Cassini at Iapetus
One of my favorite moons in the solar system is Iapetus, and the Cassini probe just made its closest flyby of the moon a few days ago, at the end of 2004. Iapetus is an alluring moon because of a fascinating surface feature: an incredibly high-contrast swath of blackened material over much of its surface. Look at the first image here: it looks like you are looking at the shadow side of the moon, but that is a full-on bright side view; the “shadowed” areas are the dark swath I mentioned.

Other features show themselves at this distance as well: note three very large impact craters, the largest located on the left edge. Also note a ridge on the middle right that leads to a small visible rise on the limb of the moon (see below). There will be some talk about whether the ridge is related to the dark material, which is as black as coal.

The contrast can be seen even better in this time-lapse image, taken of the dark side of the moon, brightened by the light side of Saturn.

There is also this image of one of the large craters, caught very nicely in light and shadow.

Cassini also just released the Huygens probe, a package that will, in ten days, fly into the atmosphere of Titan (the largest moon in the solar system, and the only one with an atmosphere) and perhaps give us some astounding data of the satellite close-up.
So far, NASA has been just stellar this year, with the energizer-bunny Mars rovers (images all available here) which have so far outlasted their 90-day lifetimes by nine months, and now the Cassini probe doing so spectacularly well, imaging the Saturn system. We need to hear more praise for this government-agency-that-could.
The Cassini probe can be followed at CICLOPS (more of a diary of events) or at the European Space Agency, but the best page is at NASA, with a great image library, including the latest, unprocessed raw images (which NASA has been publishing from all its missions) in a searchable database. Cool.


- _Work task_: Tally every line of the records below that includes "Lithosphere", and reply with the total alone.

Data records
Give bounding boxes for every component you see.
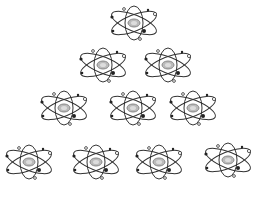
atom-icon xyxy=(166,89,220,127)
atom-icon xyxy=(106,89,160,127)
atom-icon xyxy=(201,141,255,179)
atom-icon xyxy=(107,4,161,42)
atom-icon xyxy=(141,46,195,84)
atom-icon xyxy=(2,143,56,181)
atom-icon xyxy=(76,46,130,84)
atom-icon xyxy=(37,89,91,127)
atom-icon xyxy=(69,143,123,181)
atom-icon xyxy=(132,143,186,181)
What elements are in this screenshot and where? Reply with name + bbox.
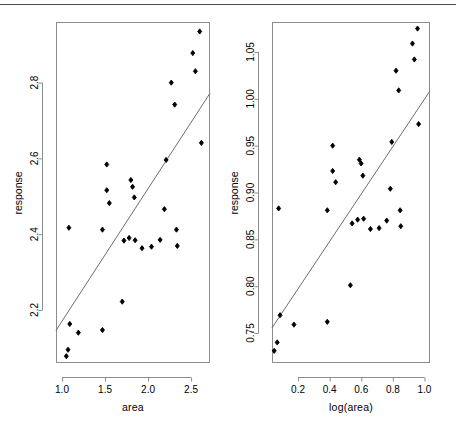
data-point	[361, 173, 365, 178]
data-point	[277, 206, 281, 211]
data-point	[398, 208, 402, 213]
data-point	[66, 347, 70, 352]
data-point	[199, 140, 203, 145]
data-point	[174, 227, 178, 232]
figure-canvas: 1.01.52.02.52.22.42.62.8 response area 0…	[0, 0, 456, 422]
data-point	[127, 235, 131, 240]
data-point	[105, 162, 109, 167]
y-tick-label: 0.95	[245, 135, 256, 155]
data-point	[385, 218, 389, 223]
data-point	[350, 221, 354, 226]
data-point	[173, 102, 177, 107]
y-axis-title-left-wrap: response	[10, 22, 26, 363]
y-axis-title-left: response	[12, 171, 24, 214]
data-point	[158, 237, 162, 242]
data-point	[348, 283, 352, 288]
x-tick-label: 1.5	[98, 384, 112, 395]
data-point	[325, 208, 329, 213]
data-point	[390, 139, 394, 144]
data-point	[68, 321, 72, 326]
data-point	[129, 177, 133, 182]
data-point	[122, 238, 126, 243]
y-tick-label: 2.8	[29, 75, 40, 89]
regression-line	[272, 91, 430, 328]
data-point	[64, 354, 68, 359]
data-point	[394, 68, 398, 73]
scatter-panel-area: 1.01.52.02.52.22.42.62.8 response area	[0, 0, 228, 422]
x-tick-label: 0.6	[354, 384, 368, 395]
data-point	[67, 225, 71, 230]
data-point	[368, 226, 372, 231]
x-tick-label: 0.4	[323, 384, 337, 395]
data-point	[149, 244, 153, 249]
x-tick-label: 0.8	[386, 384, 400, 395]
x-tick-label: 2.0	[141, 384, 155, 395]
data-point	[275, 340, 279, 345]
scatter-panel-log-area: 0.20.40.60.81.00.750.800.850.900.951.001…	[228, 0, 456, 422]
data-point	[198, 29, 202, 34]
data-point	[410, 41, 414, 46]
data-point	[140, 246, 144, 251]
plot-surface-right: 0.20.40.60.81.00.750.800.850.900.951.001…	[228, 0, 456, 422]
data-point	[175, 243, 179, 248]
x-tick-label: 0.2	[291, 384, 305, 395]
data-point	[193, 69, 197, 74]
data-point	[417, 122, 421, 127]
plot-surface-left: 1.01.52.02.52.22.42.62.8	[0, 0, 228, 422]
data-point	[325, 319, 329, 324]
data-point	[397, 88, 401, 93]
x-axis-title-right: log(area)	[272, 401, 430, 413]
data-point	[131, 184, 135, 189]
y-axis-title-right-wrap: response	[226, 22, 242, 363]
data-point	[191, 50, 195, 55]
x-tick-label: 1.0	[55, 384, 69, 395]
y-tick-label: 0.80	[245, 276, 256, 296]
data-point	[169, 80, 173, 85]
data-point	[100, 327, 104, 332]
regression-line	[56, 93, 210, 330]
data-point	[362, 216, 366, 221]
y-tick-label: 0.85	[245, 229, 256, 249]
data-point	[292, 322, 296, 327]
plot-frame	[273, 23, 430, 363]
x-tick-label: 2.5	[184, 384, 198, 395]
data-point	[132, 195, 136, 200]
data-point	[412, 57, 416, 62]
data-point	[334, 180, 338, 185]
data-point	[107, 201, 111, 206]
data-point	[399, 224, 403, 229]
data-point	[331, 168, 335, 173]
data-point	[105, 188, 109, 193]
x-tick-label: 1.0	[418, 384, 432, 395]
data-point	[388, 186, 392, 191]
data-point	[416, 26, 420, 31]
y-tick-label: 2.6	[29, 151, 40, 165]
y-tick-label: 1.05	[245, 42, 256, 62]
data-point	[76, 330, 80, 335]
data-point	[120, 299, 124, 304]
x-axis-title-left: area	[56, 401, 210, 413]
data-point	[356, 217, 360, 222]
y-tick-label: 0.90	[245, 182, 256, 202]
y-tick-label: 2.4	[29, 227, 40, 241]
data-point	[133, 238, 137, 243]
y-tick-label: 1.00	[245, 89, 256, 109]
y-tick-label: 2.2	[29, 303, 40, 317]
y-tick-label: 0.75	[245, 323, 256, 343]
plot-frame	[57, 23, 210, 363]
y-axis-title-right: response	[228, 171, 240, 214]
data-point	[377, 225, 381, 230]
data-point	[331, 143, 335, 148]
data-point	[162, 207, 166, 212]
data-point	[100, 227, 104, 232]
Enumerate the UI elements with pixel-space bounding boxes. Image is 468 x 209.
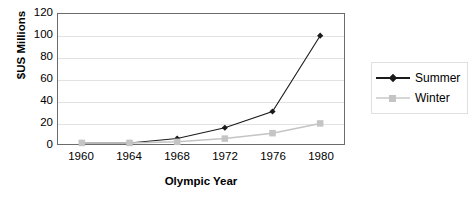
- square-marker-icon: [389, 95, 396, 102]
- plot-area: [57, 13, 345, 145]
- data-point-square[interactable]: [79, 140, 86, 147]
- y-axis-tick-labels: 020406080100120: [14, 0, 53, 209]
- y-axis-tick-label: 0: [14, 139, 53, 151]
- data-point-diamond[interactable]: [222, 125, 228, 131]
- legend-item-winter[interactable]: Winter: [376, 88, 460, 108]
- diamond-marker-icon: [389, 74, 397, 82]
- chart-legend: Summer Winter: [371, 62, 468, 114]
- legend-marker-winter: [376, 91, 410, 105]
- legend-marker-summer: [376, 71, 410, 85]
- series-line-summer: [82, 36, 320, 143]
- x-axis-title: Olympic Year: [57, 175, 345, 187]
- data-point-square[interactable]: [222, 135, 229, 142]
- legend-label-summer: Summer: [410, 71, 460, 85]
- y-axis-tick-label: 120: [14, 7, 53, 19]
- y-axis-tick-label: 60: [14, 73, 53, 85]
- x-axis-tick-labels: 196019641968197219761980: [57, 150, 345, 166]
- data-point-square[interactable]: [126, 140, 133, 147]
- y-axis-tick-label: 100: [14, 29, 53, 41]
- data-point-diamond[interactable]: [317, 33, 323, 39]
- data-point-diamond[interactable]: [269, 108, 275, 114]
- data-point-square[interactable]: [317, 120, 324, 127]
- y-axis-tick-label: 80: [14, 51, 53, 63]
- y-axis-tick-label: 20: [14, 117, 53, 129]
- data-point-square[interactable]: [269, 130, 276, 137]
- series-layer: [58, 14, 344, 144]
- data-point-square[interactable]: [174, 139, 181, 146]
- x-axis-tick-label: 1980: [291, 150, 351, 162]
- legend-item-summer[interactable]: Summer: [376, 68, 460, 88]
- legend-label-winter: Winter: [410, 91, 450, 105]
- y-axis-tick-label: 40: [14, 95, 53, 107]
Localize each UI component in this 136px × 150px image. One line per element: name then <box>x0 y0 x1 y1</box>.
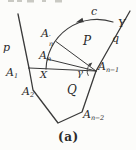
label-vertex-An-1: An−1 <box>98 61 119 74</box>
label-region-Q: Q <box>67 84 77 96</box>
label-vertex-A1: A1 <box>6 67 18 80</box>
label-region-P: P <box>83 35 91 47</box>
label-point-Y: Y <box>118 18 125 29</box>
label-vertex-A2: A2 <box>22 86 34 99</box>
figure-background <box>0 0 136 150</box>
label-curve-c: c <box>91 6 97 17</box>
label-vertex-An-2: An−2 <box>83 109 104 122</box>
label-vertex-An: An <box>39 50 51 63</box>
figure-caption: (a) <box>58 131 79 143</box>
figure-drawing <box>0 0 136 150</box>
label-vertex-An-prime: A′n <box>41 28 53 47</box>
label-angle-gamma: γ <box>77 68 83 78</box>
label-point-X: X <box>40 70 47 80</box>
label-line-q: q <box>112 33 119 44</box>
label-line-p: p <box>3 42 10 53</box>
math-figure: p c Y q P Q X γ A′n An A1 A2 An−1 An−2 (… <box>0 0 136 150</box>
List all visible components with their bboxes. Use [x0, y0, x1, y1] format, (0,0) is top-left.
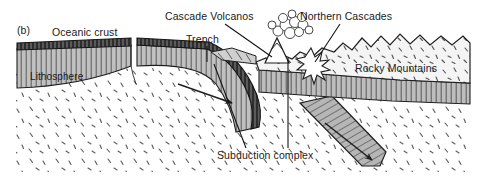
- label-lithosphere: Lithosphere: [30, 72, 83, 82]
- label-cascade-volcanos: Cascade Volcanos: [165, 11, 254, 22]
- label-trench: Trench: [186, 34, 219, 45]
- label-northern-cascades: Northern Cascades: [300, 11, 392, 22]
- subduction-zone-figure: (b) Oceanic crust Lithosphere Trench Cas…: [0, 0, 477, 187]
- panel-label: (b): [17, 25, 30, 36]
- label-subduction-complex: Subduction complex: [217, 150, 313, 161]
- label-oceanic-crust: Oceanic crust: [52, 27, 118, 38]
- label-rocky-mountains: Rocky Mountains: [355, 63, 437, 74]
- volcano-cone: [265, 38, 289, 63]
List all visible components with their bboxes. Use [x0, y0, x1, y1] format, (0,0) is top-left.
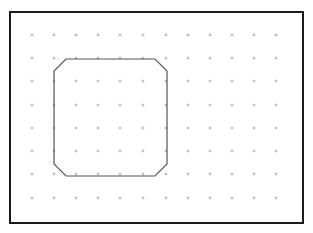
- grid-dot: [142, 197, 145, 200]
- grid-dot: [97, 104, 100, 107]
- grid-dot: [187, 57, 190, 60]
- grid-dot: [31, 197, 34, 200]
- grid-dot: [253, 104, 256, 107]
- grid-dot: [75, 197, 78, 200]
- grid-dot: [31, 80, 34, 83]
- grid-dot: [231, 150, 234, 153]
- grid-dot: [119, 150, 122, 153]
- grid-dot: [53, 197, 56, 200]
- grid-dot: [231, 197, 234, 200]
- grid-dot: [31, 104, 34, 107]
- grid-dot: [209, 150, 212, 153]
- grid-dot: [209, 127, 212, 130]
- grid-dot: [231, 80, 234, 83]
- grid-dot: [187, 34, 190, 37]
- grid-dot: [97, 34, 100, 37]
- grid-dot: [53, 57, 56, 60]
- grid-dot: [275, 80, 278, 83]
- grid-dot: [165, 173, 168, 176]
- octagon-shape: [54, 59, 167, 176]
- grid-dot: [275, 104, 278, 107]
- grid-dot: [142, 104, 145, 107]
- grid-dot: [165, 34, 168, 37]
- grid-dot: [187, 150, 190, 153]
- grid-dot: [275, 127, 278, 130]
- grid-dot: [119, 173, 122, 176]
- grid-dot: [119, 104, 122, 107]
- grid-dot: [142, 150, 145, 153]
- grid-dot: [253, 80, 256, 83]
- grid-dot: [275, 34, 278, 37]
- grid-dot: [97, 150, 100, 153]
- grid-dot: [119, 127, 122, 130]
- grid-dot: [97, 173, 100, 176]
- grid-dot: [142, 127, 145, 130]
- grid-dot: [253, 150, 256, 153]
- grid-dot: [275, 173, 278, 176]
- grid-dot: [119, 34, 122, 37]
- grid-dot: [53, 34, 56, 37]
- grid-dot: [142, 34, 145, 37]
- grid-dot: [187, 80, 190, 83]
- grid-dot: [209, 104, 212, 107]
- grid-dot: [253, 34, 256, 37]
- grid-dot: [231, 127, 234, 130]
- grid-dot: [75, 127, 78, 130]
- diagram-canvas: [0, 0, 313, 233]
- grid-dot: [75, 150, 78, 153]
- grid-dot: [165, 197, 168, 200]
- grid-dot: [231, 57, 234, 60]
- grid-dot: [119, 80, 122, 83]
- grid-dot: [97, 80, 100, 83]
- grid-dot: [75, 173, 78, 176]
- grid-dot: [75, 104, 78, 107]
- grid-dot: [31, 127, 34, 130]
- grid-dot: [253, 57, 256, 60]
- grid-dot: [31, 34, 34, 37]
- grid-dot: [187, 127, 190, 130]
- grid-dot: [209, 197, 212, 200]
- grid-dot: [275, 57, 278, 60]
- grid-dot: [209, 34, 212, 37]
- grid-dot: [53, 173, 56, 176]
- grid-dot: [75, 34, 78, 37]
- grid-dot: [275, 197, 278, 200]
- grid-dot: [142, 80, 145, 83]
- grid-dot: [187, 173, 190, 176]
- grid-dot: [231, 104, 234, 107]
- grid-dot: [142, 173, 145, 176]
- grid-dot: [119, 197, 122, 200]
- grid-dot: [275, 150, 278, 153]
- grid-dot: [75, 80, 78, 83]
- grid-dot: [31, 173, 34, 176]
- grid-dot: [165, 57, 168, 60]
- grid-dot: [253, 127, 256, 130]
- grid-dot: [187, 197, 190, 200]
- grid-dot: [253, 197, 256, 200]
- grid-dot: [31, 57, 34, 60]
- grid-dot: [253, 173, 256, 176]
- grid-dot: [209, 173, 212, 176]
- grid-dot: [231, 34, 234, 37]
- grid-dot: [97, 127, 100, 130]
- grid-dot: [187, 104, 190, 107]
- grid-dot: [209, 80, 212, 83]
- grid-dot: [97, 197, 100, 200]
- grid-dot: [231, 173, 234, 176]
- grid-dot: [31, 150, 34, 153]
- grid-dot: [209, 57, 212, 60]
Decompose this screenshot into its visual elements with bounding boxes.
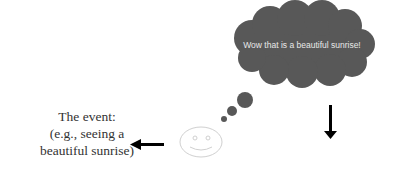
- event-label: The event: (e.g., seeing a beautiful sun…: [22, 108, 152, 159]
- event-label-line1: The event:: [22, 108, 152, 125]
- thought-bubble-small: [221, 116, 227, 122]
- smiley-face-icon: [180, 127, 222, 157]
- event-label-line3: beautiful sunrise): [22, 142, 152, 159]
- thought-bubble-medium: [227, 106, 237, 116]
- arrow-down-icon: [324, 105, 337, 139]
- thought-bubble-text: Wow that is a beautiful sunrise!: [240, 40, 364, 51]
- thought-bubble-large: [237, 92, 253, 108]
- event-label-line2: (e.g., seeing a: [22, 125, 152, 142]
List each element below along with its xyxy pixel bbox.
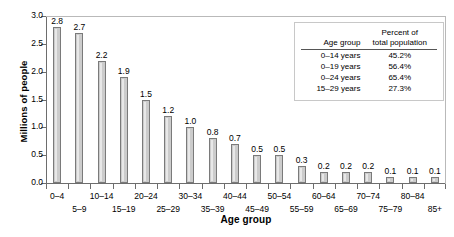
bar-chart: Millions of people 0.00.51.01.52.02.53.0… — [0, 0, 454, 237]
x-tick-mark — [135, 184, 136, 189]
cell-age-group: 0–24 years — [301, 72, 362, 83]
x-tick-mark — [379, 184, 380, 189]
table-row: 0–24 years65.4% — [301, 72, 437, 83]
bar-highlight — [122, 79, 124, 181]
x-tick-label: 55–59 — [282, 204, 322, 214]
bar-highlight — [211, 140, 213, 181]
bar-value-label: 0.1 — [379, 166, 401, 176]
bar-value-label: 0.2 — [335, 161, 357, 171]
bar — [342, 172, 350, 183]
x-tick-mark — [157, 184, 158, 189]
bar-highlight — [388, 179, 390, 181]
plot-top-border — [46, 16, 446, 17]
x-tick-label: 30–34 — [170, 191, 210, 201]
bar — [320, 172, 328, 183]
x-tick-mark — [224, 184, 225, 189]
bar — [298, 166, 306, 183]
x-tick-mark — [246, 184, 247, 189]
y-tick-label: 3.0 — [31, 10, 43, 21]
bar — [120, 77, 128, 183]
x-tick-label: 40–44 — [215, 191, 255, 201]
bar — [409, 177, 417, 183]
summary-table-body: 0–14 years45.2%0–19 years56.4%0–24 years… — [301, 50, 437, 95]
bar-highlight — [277, 157, 279, 181]
cell-percent: 56.4% — [362, 61, 437, 72]
bar-value-label: 0.5 — [268, 144, 290, 154]
bar — [209, 138, 217, 183]
x-tick-label: 80–84 — [393, 191, 433, 201]
x-tick-mark — [113, 184, 114, 189]
y-axis-line — [46, 16, 47, 184]
y-tick-label: 0.0 — [31, 177, 43, 188]
x-tick-label: 75–79 — [370, 204, 410, 214]
x-tick-label: 20–24 — [126, 191, 166, 201]
x-tick-mark — [313, 184, 314, 189]
bar-highlight — [344, 174, 346, 181]
cell-age-group: 0–19 years — [301, 61, 362, 72]
bar — [275, 155, 283, 183]
bar-highlight — [77, 35, 79, 181]
y-tick-label: 2.5 — [31, 38, 43, 49]
table-row: 15–29 years27.3% — [301, 83, 437, 94]
x-tick-label: 5–9 — [59, 204, 99, 214]
table-row: 0–19 years56.4% — [301, 61, 437, 72]
bar-highlight — [144, 102, 146, 182]
x-tick-label: 15–19 — [104, 204, 144, 214]
bar-value-label: 0.2 — [357, 161, 379, 171]
bar-value-label: 1.5 — [135, 89, 157, 99]
table-row: 0–14 years45.2% — [301, 50, 437, 62]
x-tick-mark — [68, 184, 69, 189]
bar-highlight — [366, 174, 368, 181]
x-tick-label: 25–29 — [148, 204, 188, 214]
x-tick-label: 50–54 — [259, 191, 299, 201]
bar-value-label: 0.5 — [246, 144, 268, 154]
bar-value-label: 2.7 — [68, 22, 90, 32]
bar — [142, 100, 150, 184]
cell-percent: 27.3% — [362, 83, 437, 94]
bar-value-label: 0.3 — [291, 155, 313, 165]
x-tick-label: 0–4 — [37, 191, 77, 201]
x-tick-label: 85+ — [415, 204, 454, 214]
bar — [98, 61, 106, 183]
y-tick-label: 2.0 — [31, 66, 43, 77]
bar-highlight — [322, 174, 324, 181]
x-tick-mark — [424, 184, 425, 189]
y-tick-label: 1.5 — [31, 94, 43, 105]
x-tick-mark — [202, 184, 203, 189]
x-tick-mark — [90, 184, 91, 189]
bar — [231, 144, 239, 183]
bar-highlight — [100, 63, 102, 181]
column-header-age-group: Age group — [301, 28, 362, 50]
bar-highlight — [188, 129, 190, 181]
bar-highlight — [233, 146, 235, 181]
bar — [53, 27, 61, 183]
column-header-percent-line2: total population — [364, 38, 435, 48]
x-tick-mark — [357, 184, 358, 189]
y-axis-title: Millions of people — [18, 27, 29, 177]
cell-age-group: 0–14 years — [301, 50, 362, 62]
x-axis-title: Age group — [46, 214, 446, 225]
x-tick-label: 60–64 — [304, 191, 344, 201]
bar-highlight — [411, 179, 413, 181]
bar-highlight — [300, 168, 302, 181]
bar — [386, 177, 394, 183]
x-tick-mark — [445, 184, 446, 189]
bar — [253, 155, 261, 183]
x-tick-label: 65–69 — [326, 204, 366, 214]
bar-value-label: 2.8 — [46, 16, 68, 26]
bar-value-label: 0.1 — [402, 166, 424, 176]
x-tick-label: 35–39 — [193, 204, 233, 214]
bar — [164, 116, 172, 183]
x-tick-label: 70–74 — [348, 191, 388, 201]
bar-value-label: 0.7 — [224, 133, 246, 143]
column-header-percent-line1: Percent of — [364, 28, 435, 38]
x-tick-label: 10–14 — [82, 191, 122, 201]
bar-highlight — [166, 118, 168, 181]
x-tick-mark — [335, 184, 336, 189]
bar-highlight — [433, 179, 435, 181]
plot-right-border — [445, 16, 446, 184]
x-tick-mark — [179, 184, 180, 189]
x-tick-label: 45–49 — [237, 204, 277, 214]
table-header-row: Age group Percent of total population — [301, 28, 437, 50]
x-tick-mark — [46, 184, 47, 189]
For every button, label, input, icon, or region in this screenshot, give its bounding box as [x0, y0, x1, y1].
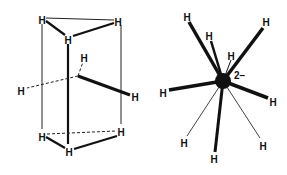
hydrogen-atom-label: H: [259, 141, 266, 152]
hydrogen-atom-label: H: [38, 132, 45, 143]
hydrogen-atom-label: H: [38, 15, 45, 26]
hydrogen-atom-label: H: [210, 154, 217, 165]
hydrogen-atom-label: H: [205, 31, 212, 42]
metal-center-atom: [215, 73, 231, 89]
hydrogen-atom-label: H: [17, 86, 24, 97]
hydrogen-atom-label: H: [131, 92, 138, 103]
charge-label: 2−: [234, 70, 246, 81]
hydrogen-atom-label: H: [227, 51, 234, 62]
nine-coordinate-figure: [169, 22, 268, 152]
hydride-structure-diagram: HHHHHHHHHHHHHHHHHH 2−: [0, 0, 287, 175]
hydrogen-atom-label: H: [159, 88, 166, 99]
hydrogen-atom-label: H: [183, 12, 190, 23]
hydrogen-atom-label: H: [65, 147, 72, 158]
hydrogen-atom-label: H: [262, 17, 269, 28]
hydrogen-atom-label: H: [180, 138, 187, 149]
hydrogen-atom-label: H: [64, 35, 71, 46]
hydrogen-atom-label: H: [269, 97, 276, 108]
hydrogen-atom-label: H: [80, 53, 87, 64]
hydrogen-atom-label: H: [117, 127, 124, 138]
hydrogen-atom-label: H: [114, 17, 121, 28]
trigonal-prism-figure: [27, 18, 130, 149]
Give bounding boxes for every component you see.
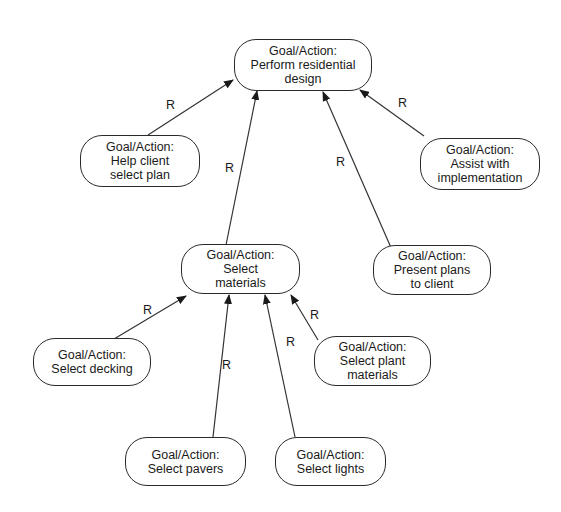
node-line: Select decking xyxy=(51,362,132,376)
node-title: Goal/Action: xyxy=(398,249,466,263)
edge-label-help: R xyxy=(166,98,175,112)
node-title: Goal/Action: xyxy=(269,44,337,58)
edge-label-pavers: R xyxy=(222,358,231,372)
node-line: Select plant xyxy=(340,354,405,368)
edge-label-plant: R xyxy=(310,308,319,322)
edge-label-decking: R xyxy=(143,303,152,317)
edge-present-to-perform xyxy=(323,92,392,250)
edge-lights-to-materials xyxy=(265,295,295,437)
edge-label-materials: R xyxy=(225,161,234,175)
node-line: Select lights xyxy=(297,462,364,476)
node-line: select plan xyxy=(110,168,170,182)
node-select-pavers: Goal/Action: Select pavers xyxy=(125,437,246,486)
node-assist-with-implementation: Goal/Action: Assist with implementation xyxy=(420,138,540,190)
node-line: materials xyxy=(347,368,398,382)
node-line: Assist with xyxy=(450,157,509,171)
node-present-plans-to-client: Goal/Action: Present plans to client xyxy=(373,245,491,295)
node-select-plant-materials: Goal/Action: Select plant materials xyxy=(314,336,431,386)
node-line: Select xyxy=(223,262,258,276)
node-title: Goal/Action: xyxy=(338,340,406,354)
node-title: Goal/Action: xyxy=(106,140,174,154)
node-title: Goal/Action: xyxy=(296,448,364,462)
node-line: Perform residential xyxy=(251,58,356,72)
node-line: Select pavers xyxy=(148,462,224,476)
node-line: Present plans xyxy=(394,263,470,277)
edge-label-present: R xyxy=(336,155,345,169)
node-perform-residential-design: Goal/Action: Perform residential design xyxy=(234,39,372,91)
node-help-client-select-plan: Goal/Action: Help client select plan xyxy=(80,135,200,187)
node-title: Goal/Action: xyxy=(206,248,274,262)
node-line: implementation xyxy=(438,171,523,185)
node-select-decking: Goal/Action: Select decking xyxy=(33,338,151,386)
node-select-lights: Goal/Action: Select lights xyxy=(275,437,386,486)
edge-label-lights: R xyxy=(286,335,295,349)
node-select-materials: Goal/Action: Select materials xyxy=(181,244,300,294)
node-line: to client xyxy=(410,277,453,291)
node-line: design xyxy=(285,72,322,86)
node-title: Goal/Action: xyxy=(446,143,514,157)
node-title: Goal/Action: xyxy=(58,348,126,362)
edge-label-assist: R xyxy=(398,96,407,110)
node-title: Goal/Action: xyxy=(151,448,219,462)
edge-help-to-perform xyxy=(148,80,233,135)
node-line: materials xyxy=(215,276,266,290)
edge-assist-to-perform xyxy=(360,90,424,136)
node-line: Help client xyxy=(111,154,169,168)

- _Solution to the problem_: 2